Moles

I don’t know anyone who doesn’t like Moley, one of the characters in ‘The Wind in the Willows’, but real moles are obviously very different… for a start they don’t speak, wear clothes or have friends who are water rats!

I mentioned Mole in a past the other day, and then saw  a post by someone else who mentioned she had seen a live mole and had stroked it. I commented she was lucky not be bitten as they are vicious little creatures. I know this because many years ago, when I was on holiday in Scotland with my dad, Donald, we saw one being attacked by a sea-gull. Donald scared the bird away and then went to pick the mole up to put it under some bushes and out of sight of predators and the little black gentleman bit him! He gently pushed the mole with his well-booted shoe as he staunched the blood from his wound!

Coincidentally another friend yesterday mentioned that her mother had been bought a moleskin coat by her second husband, and had not actually liked it and passed it on to my friend who was a student at the time, and wore it with great panache. When she told me this, I then told her about another story concerning Donald and a mole.

When Donald was a young lad he was a real country boy and went out with game-keepers, farmers and other men, collecting watercress and toads, clearing ditches and ponds, and whether we approve of it or not, hunting and shooting. Donald would go out with an old man who was a mole-catcher, and Donald collected the dead moles from the traps. He must have been about nine or ten and his ambition was to have a moleskin waistcoat, a fine black shiny velvet waistcoat  so he skinned the moles and pinned the skins out on a board  which he kept under his bead (ugh!) Unfortunately for him, his mum, Maudie found them and threw them away. He never forgot the loss of his moleskins and nearly seventy years later he still told the tale in a sorry tone.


> [Try it]:
Copy the records below exactly as they stand. Leave out the pictures.

> [Source records]:
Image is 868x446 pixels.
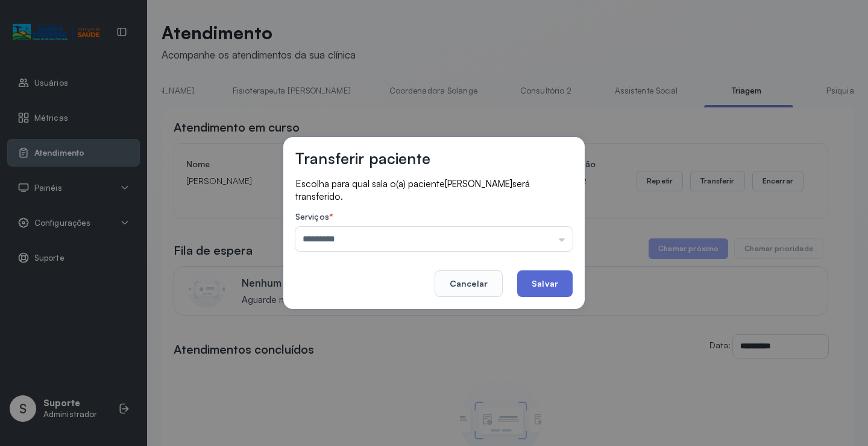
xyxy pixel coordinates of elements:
p: Escolha para qual sala o(a) paciente será transferido. [295,177,573,202]
button: Cancelar [435,270,503,297]
span: [PERSON_NAME] [445,178,512,190]
h3: Transferir paciente [295,149,431,167]
button: Salvar [517,270,573,297]
span: Serviços [295,211,329,222]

> [Answer section]:
Image is 868x446 pixels.
xyxy pixel coordinates of elements:
p: Escolha para qual sala o(a) paciente será transferido. [295,177,573,202]
button: Cancelar [435,270,503,297]
span: [PERSON_NAME] [445,178,512,190]
h3: Transferir paciente [295,149,431,167]
button: Salvar [517,270,573,297]
span: Serviços [295,211,329,222]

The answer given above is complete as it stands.